45 So. 626 | Ala. | 1908

ANDERSON, J.

Without determining whether or not charge 14 properly defined murder in the first degree, as applicable to the facts in the case at bar, it also attempted to define murder in the second degree, and as to which it was erroneous and misleading. It is not necessary that there was an intent to kill to constitute murder in the second degree. It is sufficient if the defendant voluntarily set in motion or applied an unlawful force from which death ensued, however free the action may be from actual purpose to kill. — Lewis v. State, 96 Ala. 6, 11. South. 259, 38 Am. St. Rep. 75; Bob v. State, 29 Ala. 20 (this last case was in part overruled in the case of Henry .v. State 33 Ala. 389, but not on this point); section 4854 of Code of 1896; Kerr on Homicide, § 29. The trial court did not err in refusing charge 14, requested by the defendant.

There was no error in refusing charge 15, requested by the defendant. — Wilson v. State, 128 Ala. 17, 29 South. 569, and cases there cited.

The trial court did not err in refusing charge 30, requested by the defendant. If not otherwise faulty, it was misleading by having the word “with” between “him” and “a blow.” It requires the jury to believe that defendant struck the deceased “with a blow,” and the indictment avers and the proof shows that death was produced by striking the deceased with a “fence rail.”

*35The trial court will not he put in error for refusing charges 31, 32, 33, and 34, requested by the defendant. They each pretermit the fact that the act was unlawful. There may have been a positive intent to kill, or a voluntary act of violence, on the part of the defendant; yet it would not be manslaughter in the first degree unless unlawfully done. One may have a positive intent to kill or strike a violent blow in self-defense. Moreover, each of the charges predicates manslaughter, not upon a killing alone, but upon a blow from which “ordinarily death or great bodly harm would result.There can be no manslaughter unless death actually resulted. Serious bodily harm is not enough. It is true the latter phrase is used in the books in discussing the intent; but there the abstract proposition is dealt with and not charges, and when it comes to charges they are erroneous in defining the different degrees of homicide upon serious bodily harm, as death is essental to a homicide. It may be that the omissions and additions discussed rendered the charges more favorable to the state; but this fact will not put the trial court in error for refusing them. It may be that a party against whom erroneous charges are given cannot complain because too favorable to them, and the trial court will not, for that reason, be reversed. But we will not reverse the trial court for refusing-charges that are not proper, although the defect, way be in favor of the party against whom they are asked. We are aware of the fact that the charges adopt the language of the books in defining intent, manslaughter, etc.; but there is a distinction between discussing an abstract proposition and in dealing with specal charges.

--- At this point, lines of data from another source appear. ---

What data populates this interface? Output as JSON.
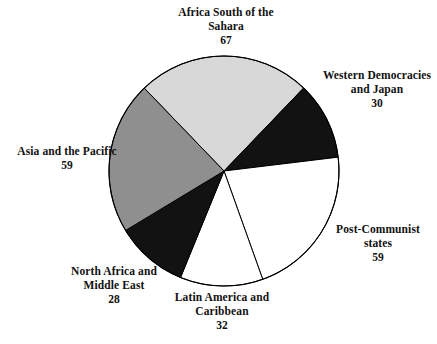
{
  "chart_data": {
    "type": "pie",
    "title": "",
    "total": 275,
    "start_angle_deg": -43.9,
    "direction": "clockwise",
    "center": {
      "x": 224,
      "y": 171
    },
    "radius": 115,
    "categories": [
      "Africa South of the Sahara",
      "Western Democracies and Japan",
      "Post-Communist states",
      "Latin America and Caribbean",
      "North Africa and Middle East",
      "Asia and the Pacific"
    ],
    "values": [
      67,
      30,
      59,
      32,
      28,
      59
    ],
    "colors": [
      "#d8d8d8",
      "#121212",
      "#ffffff",
      "#ffffff",
      "#121212",
      "#8f8f8f"
    ],
    "stroke": "#000000",
    "legend_position": "outside-labels",
    "grid": false,
    "slices": [
      {
        "label_line1": "Africa South of the",
        "label_line2": "Sahara",
        "value": "67",
        "color": "#d8d8d8"
      },
      {
        "label_line1": "Western Democracies",
        "label_line2": "and Japan",
        "value": "30",
        "color": "#121212"
      },
      {
        "label_line1": "Post-Communist",
        "label_line2": "states",
        "value": "59",
        "color": "#ffffff"
      },
      {
        "label_line1": "Latin America and",
        "label_line2": "Caribbean",
        "value": "32",
        "color": "#ffffff"
      },
      {
        "label_line1": "North Africa and",
        "label_line2": "Middle East",
        "value": "28",
        "color": "#121212"
      },
      {
        "label_line1": "Asia and the Pacific",
        "label_line2": "",
        "value": "59",
        "color": "#8f8f8f"
      }
    ]
  },
  "labels": {
    "africa": {
      "line1": "Africa South of the",
      "line2": "Sahara",
      "value": "67"
    },
    "western": {
      "line1": "Western Democracies",
      "line2": "and Japan",
      "value": "30"
    },
    "post_communist": {
      "line1": "Post-Communist",
      "line2": "states",
      "value": "59"
    },
    "latin": {
      "line1": "Latin America and",
      "line2": "Caribbean",
      "value": "32"
    },
    "north_africa": {
      "line1": "North Africa and",
      "line2": "Middle East",
      "value": "28"
    },
    "asia": {
      "line1": "Asia and the Pacific",
      "value": "59"
    }
  }
}
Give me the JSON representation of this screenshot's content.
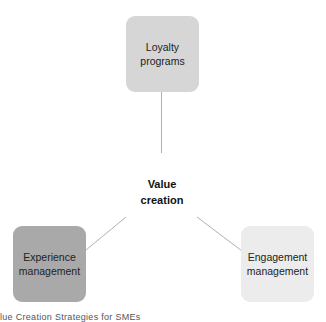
{
  "diagram": {
    "type": "hub-and-spoke",
    "center": {
      "label_line1": "Value",
      "label_line2": "creation"
    },
    "nodes": [
      {
        "id": "top",
        "label_line1": "Loyalty",
        "label_line2": "programs",
        "fill": "#d6d6d6"
      },
      {
        "id": "left",
        "label_line1": "Experience",
        "label_line2": "management",
        "fill": "#a9a9a9"
      },
      {
        "id": "right",
        "label_line1": "Engagement",
        "label_line2": "management",
        "fill": "#ececec"
      }
    ],
    "connector_color": "#b0b0b0"
  },
  "caption": {
    "text": "lue Creation Strategies for SMEs"
  }
}
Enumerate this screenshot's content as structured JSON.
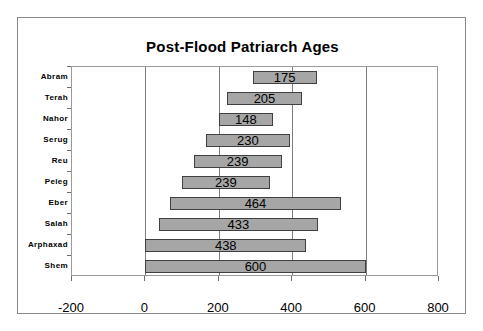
{
  "chart_data": {
    "type": "bar",
    "orientation": "horizontal",
    "subtype": "floating-range-bar",
    "title": "Post-Flood Patriarch Ages",
    "xlabel": "",
    "ylabel": "",
    "xlim": [
      -200,
      800
    ],
    "xticks": [
      -200,
      0,
      200,
      400,
      600,
      800
    ],
    "xtick_labels": [
      "-200",
      "0",
      "200",
      "400",
      "600",
      "800"
    ],
    "grid": true,
    "gridlines_at": [
      0,
      200,
      400,
      600
    ],
    "legend": false,
    "categories": [
      "Abram",
      "Terah",
      "Nahor",
      "Serug",
      "Reu",
      "Peleg",
      "Eber",
      "Salah",
      "Arphaxad",
      "Shem"
    ],
    "values": [
      175,
      205,
      148,
      230,
      239,
      239,
      464,
      433,
      438,
      600
    ],
    "bars": [
      {
        "category": "Abram",
        "start": 292,
        "end": 467,
        "value": 175,
        "label": "175"
      },
      {
        "category": "Terah",
        "start": 222,
        "end": 427,
        "value": 205,
        "label": "205"
      },
      {
        "category": "Nahor",
        "start": 200,
        "end": 348,
        "value": 148,
        "label": "148"
      },
      {
        "category": "Serug",
        "start": 164,
        "end": 394,
        "value": 230,
        "label": "230"
      },
      {
        "category": "Reu",
        "start": 132,
        "end": 371,
        "value": 239,
        "label": "239"
      },
      {
        "category": "Peleg",
        "start": 100,
        "end": 339,
        "value": 239,
        "label": "239"
      },
      {
        "category": "Eber",
        "start": 68,
        "end": 532,
        "value": 464,
        "label": "464"
      },
      {
        "category": "Salah",
        "start": 37,
        "end": 470,
        "value": 433,
        "label": "433"
      },
      {
        "category": "Arphaxad",
        "start": 0,
        "end": 438,
        "value": 438,
        "label": "438"
      },
      {
        "category": "Shem",
        "start": 0,
        "end": 600,
        "value": 600,
        "label": "600"
      }
    ],
    "bar_fill_color": "#a6a6a6",
    "bar_border_color": "#404040",
    "plot_border_color": "#9a9a9a",
    "gridline_color": "#7d7d7d",
    "frame_border_color": "#888888",
    "text_color": "#000000"
  }
}
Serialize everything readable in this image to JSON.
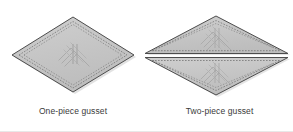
{
  "figure": {
    "width": 293,
    "height": 132,
    "background": "#ffffff",
    "border_color": "#e8e8e8",
    "title": "",
    "panels": [
      {
        "id": "one-piece",
        "caption": "One-piece gusset",
        "shape": "diamond",
        "piece_count": 1,
        "outline_color": "#4d4d4d",
        "fill_color": "#c6c6c6",
        "stitch_color": "#6b6b6b",
        "stitch_style": "dashed",
        "geometry": {
          "left_vertex": [
            12,
            55
          ],
          "top_vertex": [
            73,
            17
          ],
          "right_vertex": [
            134,
            55
          ],
          "bottom_vertex": [
            73,
            92
          ]
        }
      },
      {
        "id": "two-piece",
        "caption": "Two-piece gusset",
        "shape": "split-diamond",
        "piece_count": 2,
        "outline_color": "#4d4d4d",
        "fill_color": "#c6c6c6",
        "stitch_color": "#6b6b6b",
        "stitch_style": "dashed",
        "geometry": {
          "left_vertex": [
            145,
            55
          ],
          "top_vertex": [
            216,
            16
          ],
          "right_vertex": [
            288,
            55
          ],
          "bottom_vertex": [
            216,
            95
          ],
          "split_axis": "horizontal",
          "split_y": 55,
          "seam_gap": 4
        }
      }
    ],
    "captions": {
      "one_piece": "One-piece gusset",
      "two_piece": "Two-piece gusset"
    }
  }
}
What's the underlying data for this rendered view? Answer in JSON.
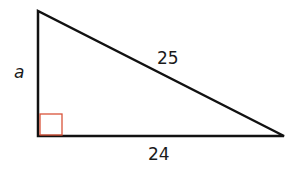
{
  "diagram": {
    "type": "right-triangle",
    "labels": {
      "left_side": "a",
      "hypotenuse": "25",
      "bottom_side": "24"
    },
    "colors": {
      "stroke": "#111111",
      "right_angle_marker": "#d9533a",
      "background": "#ffffff"
    }
  }
}
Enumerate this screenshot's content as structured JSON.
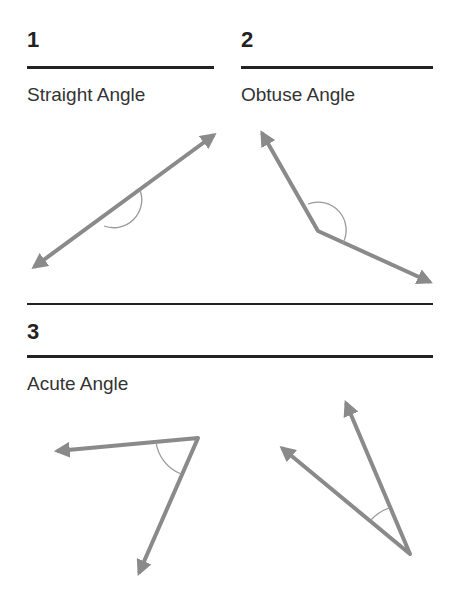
{
  "sections": [
    {
      "number": "1",
      "label": "Straight Angle"
    },
    {
      "number": "2",
      "label": "Obtuse Angle"
    },
    {
      "number": "3",
      "label": "Acute Angle"
    }
  ],
  "colors": {
    "ray": "#8a8a8a",
    "arc": "#999999",
    "rule": "#222222"
  }
}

Charge 35, refused to the defendant, whether good or bad, was fully covered by given charge No.-2.

A majority of the court are of the opinion that the trial court did not err in refusing charge 23; that it was *36misleading, for the use of the word “aforethought” as applied to murder in the second degree; and consider the case of Wilson v. State, 128 Ala. 17, 29 South. 569, an authority in support of their conclusion. Justices Dow-dell and Denson agree with the writer in the opinion that the charge asserts the law and that the trial court erred in refusing same. — Ethridge v. State, 141 Ala. 29, 37 South. 445; Perry v. State, 43 Ala. 21; Fields v. State, 52 Ala. 348; Clark’s Manual § 469; Stoball's Case, 116 Ala. 454, 23 South. 162.

The judgment of the circuit court is affirmed.

Tyson, C. J., and Haralson, Simpson, and McClellan, JJ., JJ., concur. Dowdell, Anderson, and Den-son, JJ., dissent.